In your case, you can use setName to inform the validator of the structure:

$notEmptyMax255 = fn() => v::allOf(v::notEmpty(), v::max(255));
$positiveNumber = fn() => v::allOf(v::number(), v::positive());

$rules = [
    // ID must be numeric, if present
    v::key('id', $positiveNumber(), false)->setName('id'),

    // If any of the dimension values is present, all 3 dimensions and a unit must be present.
    v::key(
        'dimensions',
        v::allOf(
            v::key('width', $positiveNumber())->setName('width'),
            v::key('length', $positiveNumber())->setName('length'),
            v::key('height', $positiveNumber())->setName('height'),
            v::key('unit', $notEmptyMax255())->setTemplate('The product\'s dimension unit must be present.'),
        )->setTemplate('Product\'s {{name}} must be a positive integer.'),
        false, // optional rule
    )->setName('dimensions'),

    // If weight is present, both amount and unit must be specified.
    v::key(
        'weight',
        v::allOf(
            v::key('amount', $positiveNumber())->setName('amount'),
            v::key('unit', $notEmptyMax255())->setName('unit'),
        ),
        false,
    )->setName('weight'),

];

try {
    (new v(...$rules))->assert(['id' => null, 'dimensions' => [], 'weight' => null]);
} catch (NestedValidationException $e) {
    print_r($e->getMessages());
}

This outputs:

Array
(
    [id] => id must be positive
    [dimensions] => Array
        (
            [width] => Product's width must be a positive integer.
            [length] => Product's length must be a positive integer.
            [height] => Product's height must be a positive integer.
        )

    [weight] => Array
        (
            [amount] => amount must be present
            [unit] => unit must be present
        )

)

I hope that helps!

dakujem commented 1 year ago

Yes, this seems like what I wanted. Except it is unnecessarily verbose, compared to the otherwise concise interface.

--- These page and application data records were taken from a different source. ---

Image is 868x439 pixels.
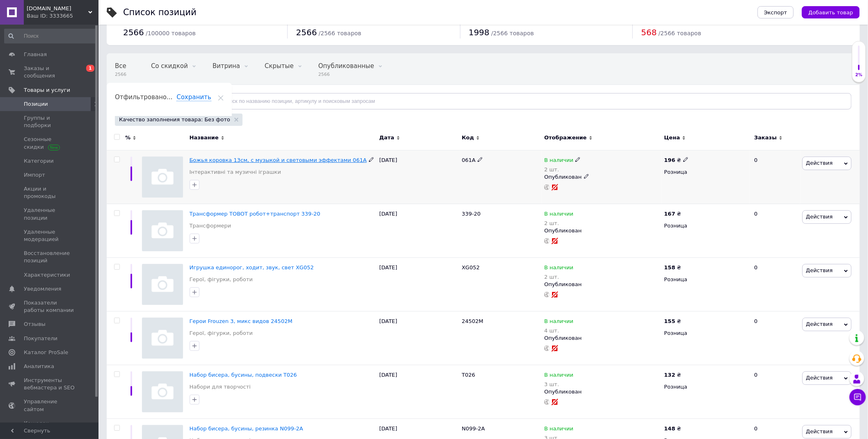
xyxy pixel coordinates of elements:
div: 3 шт. [544,381,573,387]
span: Сезонные скидки [24,135,76,150]
a: Герої, фігурки, роботи [190,330,253,337]
input: Поиск [4,29,97,44]
span: Действия [806,428,832,434]
img: Трансформер TOBOT робот+транспорт 339-20 [142,211,183,251]
span: 2566 [123,27,144,38]
span: 24502M [461,318,483,324]
div: 0 [750,365,800,419]
span: / 2566 товаров [659,30,701,36]
div: ₴ [664,211,680,217]
a: Герои Frouzen 3, микс видов 24502M [190,318,292,324]
div: 2 шт. [544,220,573,226]
span: Управление сайтом [24,398,76,413]
div: 2 шт. [544,274,573,280]
img: Набор бисера, бусины, подвески T026 [142,371,183,412]
span: Экспорт [764,10,787,16]
span: Действия [806,213,832,220]
span: T026 [461,372,475,378]
span: / 100000 товаров [146,30,196,36]
span: Покупатели [24,335,58,343]
span: Дата [379,134,394,142]
div: Опубликован [544,281,660,288]
div: ₴ [664,264,680,271]
button: Экспорт [758,6,793,18]
span: Группы и подборки [24,114,76,129]
b: 167 [664,211,675,217]
div: ₴ [664,157,688,164]
span: Витрина [213,62,240,70]
span: Качество заполнения товара: Без фото [119,116,230,123]
div: Опубликован [544,174,660,181]
div: Розница [664,276,748,283]
a: Набори для творчості [190,383,251,390]
span: VEDMEDYKY.COM.UA [27,5,88,12]
span: Добавить товар [808,10,853,16]
span: Аналитика [24,362,54,370]
span: В наличии [544,265,573,273]
span: Заказы и сообщения [24,65,76,79]
div: [DATE] [377,204,459,258]
span: Импорт [24,172,45,178]
span: Восстановление позиций [24,250,76,265]
div: Список позиций [123,8,196,17]
b: 148 [664,425,675,431]
span: Заказы [754,134,777,142]
span: Скрытые [265,62,294,70]
a: Набор бисера, бусины, резинка N099-2A [190,425,303,431]
div: 2 шт. [544,166,580,172]
span: Кошелек компании [24,420,76,434]
div: 4 шт. [544,328,573,334]
div: Опубликован [544,227,660,235]
div: 0 [750,150,800,204]
span: Со скидкой [151,62,188,70]
a: Набор бисера, бусины, подвески T026 [190,372,297,378]
div: [DATE] [377,150,459,204]
span: Код [461,134,474,142]
div: 0 [750,204,800,258]
span: 2566 [296,27,317,38]
span: В наличии [544,372,573,380]
span: Действия [806,267,832,274]
b: 158 [664,265,675,271]
img: Игрушка единорог, ходит, звук, свет XG052 [142,264,183,305]
span: Действия [806,375,832,381]
button: Чат с покупателем [850,389,866,405]
a: Трансформер TOBOT робот+транспорт 339-20 [190,211,320,217]
div: Ваш ID: 3333665 [27,12,99,20]
img: Божья коровка 13см, с музыкой и световыми эффектами 061A [142,157,183,198]
span: 568 [641,27,656,38]
span: XG052 [461,265,480,271]
b: 155 [664,318,675,324]
div: Розница [664,330,748,337]
span: Отзывы [24,321,46,328]
div: ₴ [664,371,680,379]
a: Божья коровка 13см, с музыкой и световыми эффектами 061A [190,157,367,163]
span: Инструменты вебмастера и SEO [24,377,76,391]
div: Розница [664,383,748,390]
span: 1998 [469,27,489,38]
span: Опубликованные [318,62,374,70]
span: В наличии [544,318,573,327]
div: 0 [750,312,800,365]
img: Герои Frouzen 3, микс видов 24502M [142,318,183,359]
div: Розница [664,168,748,176]
span: 339-20 [461,211,481,217]
span: Товары и услуги [24,86,71,94]
a: Інтерактивні та музичні іграшки [190,168,281,176]
span: Цена [664,134,680,142]
span: Каталог ProSale [24,349,68,356]
span: В наличии [544,211,573,220]
b: 132 [664,372,675,378]
div: ₴ [664,318,680,325]
a: Трансформери [190,222,231,230]
span: / 2566 товаров [492,30,534,36]
span: / 2566 товаров [319,30,361,36]
div: Опубликован [544,334,660,342]
div: [DATE] [377,312,459,365]
span: Удаленные позиции [24,207,76,222]
div: [DATE] [377,365,459,419]
span: Отображение [544,134,587,142]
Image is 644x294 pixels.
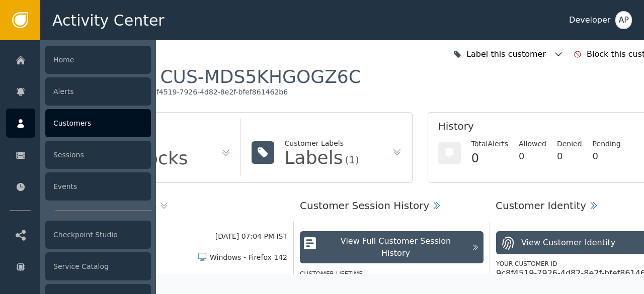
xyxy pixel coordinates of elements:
div: Labels [285,149,343,167]
div: Home [45,46,151,74]
div: Alerts [45,77,151,105]
div: Windows - Firefox 142 [210,252,287,263]
div: Events [45,172,151,200]
div: 0 [471,149,507,168]
div: Denied [557,139,581,149]
a: Alerts [6,77,151,106]
div: Sessions [45,140,151,168]
button: AP [615,11,632,29]
a: Customers [6,108,151,138]
div: View Customer Identity [521,237,615,249]
div: (1) [345,154,359,165]
div: 0 [592,149,620,163]
div: 0 [557,149,581,163]
div: Customer Session History [299,198,429,213]
div: Customer : [55,65,361,88]
div: Label this customer [466,48,548,60]
button: Label this customer [451,44,566,65]
div: View Full Customer Session History [325,235,466,259]
div: 9c8f4519-7926-4d82-8e2f-bfef861462b6 [143,88,288,97]
div: [DATE] 07:04 PM IST [215,231,287,241]
div: Customers [45,109,151,137]
label: Customer Lifetime [299,270,363,277]
div: CUS-MDS5KHGOGZ6C [160,65,360,88]
a: Sessions [6,140,151,169]
div: Allowed [518,139,546,149]
div: Customer Labels [285,138,359,149]
a: Events [6,172,151,201]
div: Total Alerts [471,139,507,149]
div: 0 [518,149,546,163]
a: Service Catalog [6,251,151,281]
span: Activity Center [53,9,164,32]
a: Home [6,45,151,74]
div: Service Catalog [45,252,151,280]
div: Developer [568,14,610,26]
a: Checkpoint Studio [6,220,151,249]
div: Pending [592,139,620,149]
div: Checkpoint Studio [45,220,151,249]
div: Customer Identity [495,198,586,213]
button: View Full Customer Session History [299,231,484,263]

alganet commented 1 year ago

For a less verbose declararion, you can use keySet instead of allOf:

$notEmptyMax255 = fn() => v::allOf(v::notEmpty(), v::max(255));
$positiveNumber = fn() => v::allOf(v::number(), v::positive());

$rules = [
    // ID must be numeric, if present
    v::key('id', $positiveNumber(), false),

    // If any of the dimension values is present, all 3 dimensions and a unit must be present.
    v::key(
        'dimensions',
        v::keySet(
            v::key('width', $positiveNumber()),
            v::key('length', $positiveNumber()),
            v::key('height', $positiveNumber()),
            v::key('unit', $notEmptyMax255())->setTemplate('The product\'s dimension unit must be present.'),
        )->setTemplate('Product\'s {{name}} must be a positive integer.'),
        false, // optional rule
    ),

    // If weight is present, both amount and unit must be specified.
    v::key(
        'weight',
        v::keySet(
            v::key('amount', $positiveNumber()),
            v::key('unit', $notEmptyMax255()),
        ),
        false,
    ),

];

try {
    v::keySet(...$rules)->setName('Input Object')->assert(['id' => null, 'dimensions' => [], 'weight' => ['amount' => null, 'unit' => null]]);
} catch (NestedValidationException $e) {
    print_r($e->getMessages());
}

Which outputs:

Array
(
    [Input Object] => Array
        (
            [id] => id must be positive
            [dimensions] => Product's dimensions must be a positive integer.
            [weight] => Array
                (
                    [amount] => amount must be positive
                    [unit] => unit must be less than or equal to 255
                )

        )

)
dakujem commented 1 year ago

Yes, this looks promising. I might give it a try in the future. Thanks for the tips.